On Friday 1st May Microsoft releases E7, its new top-tier enterprise licence. It arrived at a time when many organisations are accelerating their use of AI, while still struggling to control identity, access and data at scale.
Microsoft E7 is Microsoft's most comprehensive enterprise licence to date.
Its purpose is to strengthen how identity, access, security and governance work together across the organisation. Rather than expanding the toolset, E7 is about reducing fragmentation and supporting a more deliberate operating model, particularly as AI workloads and AI-enabled features become part of everyday operations.
Identity sits at the centre. Access decisions, privileged roles and governance controls are designed to be clearer, more consistent and easier to evidence.
Most organisations didn't design their security model from scratch. It evolved.
AI tools rely heavily on existing permissions. They can surface data faster, combine information in new ways and act on behalf of users at scale. If identity and access controls are unclear or inconsistently applied, AI exposes those weaknesses very quickly.
Hybrid and third-party access
Microsoft has been moving steadily towards identity as the foundation of security. E7 brings that strategy into sharper focus in an AI‑driven world.
The problem many IT and security leaders face is not a lack of tooling. It is managing what already exists.
Questions that should be straightforward become harder to answer:
Who genuinely needs access to what?
Are controls applied consistently across the estate?
Can we evidence this quickly when asked?
Without strong identity and governance foundations, AI can widen risk just as quickly as it creates value. E7 matters because it is designed for organisations that want to move forward with AI without losing control.
Size matters less than complexity. Many mid-sized organisations already operate in ways that make E7 relevant.
The change is not about individual features. It is about how identity, security and governance are brought together and operated.
E7 is less about fixing problems and more about preventing them, particularly as AI increases the speed and scale at which access and data risks can surface.
E7 is worth paying attention to if several of these feel familiar:
AI tools are being adopted faster than controls are being reviewed
Identity and access policies are hard to explain or evidence
Privileged access feels over‑complex
Governance relies on manual reviews or exceptions
The organisation faces increasing audit or regulatory pressure
This does not mean E7 is an immediate move. For many, it represents a future state rather than a short-term decision.
The real impact of E7 is operational, not technical.
When implemented well, it supports:
Clearer accountability for access decisions
Stronger protection for sensitive data and roles
Reduced administrative overhead
For leadership teams, this means fewer surprises and better control over risk.
Before focusing on licences, focus on understanding...
➡️ How does identity really work today?
➡️ Where could AI amplify existing access or governance gaps?
➡️ Where does complexity create risk or delay?
➡️ Which controls exist but are inconsistently applied?
Answering those questions will tell you whether E7 is relevant now, later, or not at all, and put you back in control of the decision.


# TRY IT:
Whenever "Kernel" appears in a line, please copy that line from the data.
== RECORDS FOR PROCESSING
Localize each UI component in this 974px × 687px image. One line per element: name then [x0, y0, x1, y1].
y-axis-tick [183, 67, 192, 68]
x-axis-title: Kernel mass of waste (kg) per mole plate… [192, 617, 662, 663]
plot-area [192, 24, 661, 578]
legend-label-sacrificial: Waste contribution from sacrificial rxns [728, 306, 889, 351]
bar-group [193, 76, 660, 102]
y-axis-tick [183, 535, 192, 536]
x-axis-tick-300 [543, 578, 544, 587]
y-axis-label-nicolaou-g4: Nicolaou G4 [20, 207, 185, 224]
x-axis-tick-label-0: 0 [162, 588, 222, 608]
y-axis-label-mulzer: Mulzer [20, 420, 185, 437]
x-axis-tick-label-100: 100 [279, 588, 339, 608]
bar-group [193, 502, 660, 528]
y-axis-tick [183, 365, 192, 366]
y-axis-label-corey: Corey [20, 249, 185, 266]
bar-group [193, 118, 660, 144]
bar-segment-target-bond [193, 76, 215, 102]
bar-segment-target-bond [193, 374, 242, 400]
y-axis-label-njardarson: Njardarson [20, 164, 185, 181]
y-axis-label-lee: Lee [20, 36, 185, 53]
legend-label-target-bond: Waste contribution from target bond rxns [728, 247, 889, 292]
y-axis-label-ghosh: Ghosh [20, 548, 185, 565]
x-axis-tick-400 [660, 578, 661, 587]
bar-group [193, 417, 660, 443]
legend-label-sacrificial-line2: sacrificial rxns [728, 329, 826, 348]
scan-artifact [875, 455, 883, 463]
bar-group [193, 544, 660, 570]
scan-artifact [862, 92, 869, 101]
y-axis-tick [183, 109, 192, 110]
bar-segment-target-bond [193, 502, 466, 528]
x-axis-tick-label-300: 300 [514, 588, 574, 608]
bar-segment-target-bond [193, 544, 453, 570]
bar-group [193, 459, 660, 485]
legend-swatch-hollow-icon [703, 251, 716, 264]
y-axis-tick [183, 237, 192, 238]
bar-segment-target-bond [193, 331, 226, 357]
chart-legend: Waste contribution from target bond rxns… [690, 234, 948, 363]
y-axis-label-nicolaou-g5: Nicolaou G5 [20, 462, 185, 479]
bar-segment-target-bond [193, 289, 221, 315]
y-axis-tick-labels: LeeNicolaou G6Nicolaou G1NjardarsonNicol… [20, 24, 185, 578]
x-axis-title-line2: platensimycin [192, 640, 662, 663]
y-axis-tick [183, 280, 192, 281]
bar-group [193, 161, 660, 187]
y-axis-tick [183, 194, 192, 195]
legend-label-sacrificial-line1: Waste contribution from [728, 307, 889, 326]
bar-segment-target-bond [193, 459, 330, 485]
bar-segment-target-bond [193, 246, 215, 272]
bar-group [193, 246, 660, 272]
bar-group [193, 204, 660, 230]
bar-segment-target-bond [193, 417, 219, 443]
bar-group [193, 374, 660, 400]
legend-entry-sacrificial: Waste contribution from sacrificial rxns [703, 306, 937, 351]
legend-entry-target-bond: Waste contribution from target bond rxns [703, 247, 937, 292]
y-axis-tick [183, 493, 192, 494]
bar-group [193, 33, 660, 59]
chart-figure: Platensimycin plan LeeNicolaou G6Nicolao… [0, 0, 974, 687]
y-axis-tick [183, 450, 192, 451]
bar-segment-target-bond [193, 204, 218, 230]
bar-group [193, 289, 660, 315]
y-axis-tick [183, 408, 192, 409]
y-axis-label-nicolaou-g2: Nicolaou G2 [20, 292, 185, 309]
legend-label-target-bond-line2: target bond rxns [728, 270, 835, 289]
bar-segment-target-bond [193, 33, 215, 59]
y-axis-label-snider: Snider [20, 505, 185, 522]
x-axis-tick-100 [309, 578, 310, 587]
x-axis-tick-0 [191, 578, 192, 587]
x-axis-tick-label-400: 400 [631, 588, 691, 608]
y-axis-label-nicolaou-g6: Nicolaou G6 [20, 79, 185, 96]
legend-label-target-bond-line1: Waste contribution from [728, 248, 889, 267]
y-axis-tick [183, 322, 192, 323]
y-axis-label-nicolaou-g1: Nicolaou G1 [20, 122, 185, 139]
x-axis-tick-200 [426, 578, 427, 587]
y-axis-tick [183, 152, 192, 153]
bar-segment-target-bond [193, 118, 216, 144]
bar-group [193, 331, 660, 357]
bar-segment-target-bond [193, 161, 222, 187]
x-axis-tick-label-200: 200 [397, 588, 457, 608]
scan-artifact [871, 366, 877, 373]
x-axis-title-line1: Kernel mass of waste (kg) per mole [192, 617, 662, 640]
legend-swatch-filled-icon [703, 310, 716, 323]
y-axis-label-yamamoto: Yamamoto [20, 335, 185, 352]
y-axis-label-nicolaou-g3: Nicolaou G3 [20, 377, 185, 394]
====
== RECORDS FOR PROCESSING
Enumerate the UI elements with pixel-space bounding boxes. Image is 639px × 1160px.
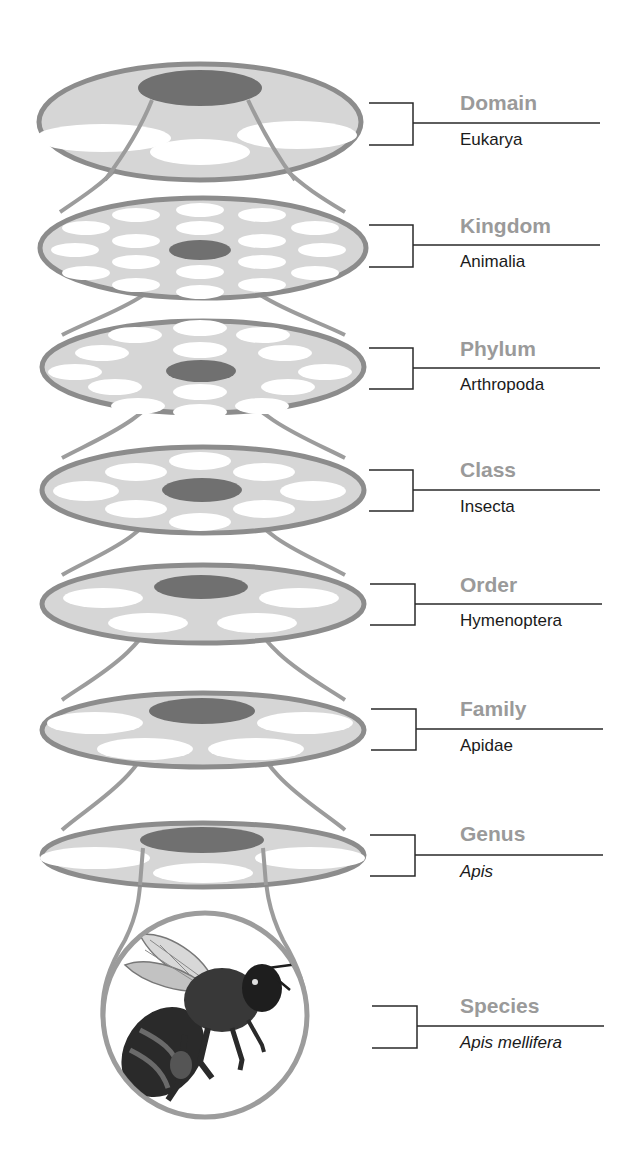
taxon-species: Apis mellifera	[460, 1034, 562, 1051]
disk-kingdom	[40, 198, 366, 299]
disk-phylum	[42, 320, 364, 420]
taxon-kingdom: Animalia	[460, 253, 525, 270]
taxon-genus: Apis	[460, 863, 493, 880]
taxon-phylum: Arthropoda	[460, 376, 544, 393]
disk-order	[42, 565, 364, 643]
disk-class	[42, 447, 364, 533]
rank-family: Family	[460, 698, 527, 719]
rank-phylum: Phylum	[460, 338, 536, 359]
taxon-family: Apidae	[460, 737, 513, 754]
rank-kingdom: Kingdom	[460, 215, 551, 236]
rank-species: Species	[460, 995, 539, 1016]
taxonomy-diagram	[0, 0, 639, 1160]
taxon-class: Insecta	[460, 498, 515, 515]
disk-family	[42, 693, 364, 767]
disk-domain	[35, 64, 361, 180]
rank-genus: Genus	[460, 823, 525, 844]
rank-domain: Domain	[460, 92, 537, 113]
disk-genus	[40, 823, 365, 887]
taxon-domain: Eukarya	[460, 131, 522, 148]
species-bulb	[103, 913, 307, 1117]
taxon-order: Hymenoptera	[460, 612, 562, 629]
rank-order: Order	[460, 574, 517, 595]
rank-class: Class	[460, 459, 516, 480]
====
# SOLUTION:
x-axis-title: Kernel mass of waste (kg) per mole plate… [192, 617, 662, 663]
x-axis-title-line1: Kernel mass of waste (kg) per mole [192, 617, 662, 640]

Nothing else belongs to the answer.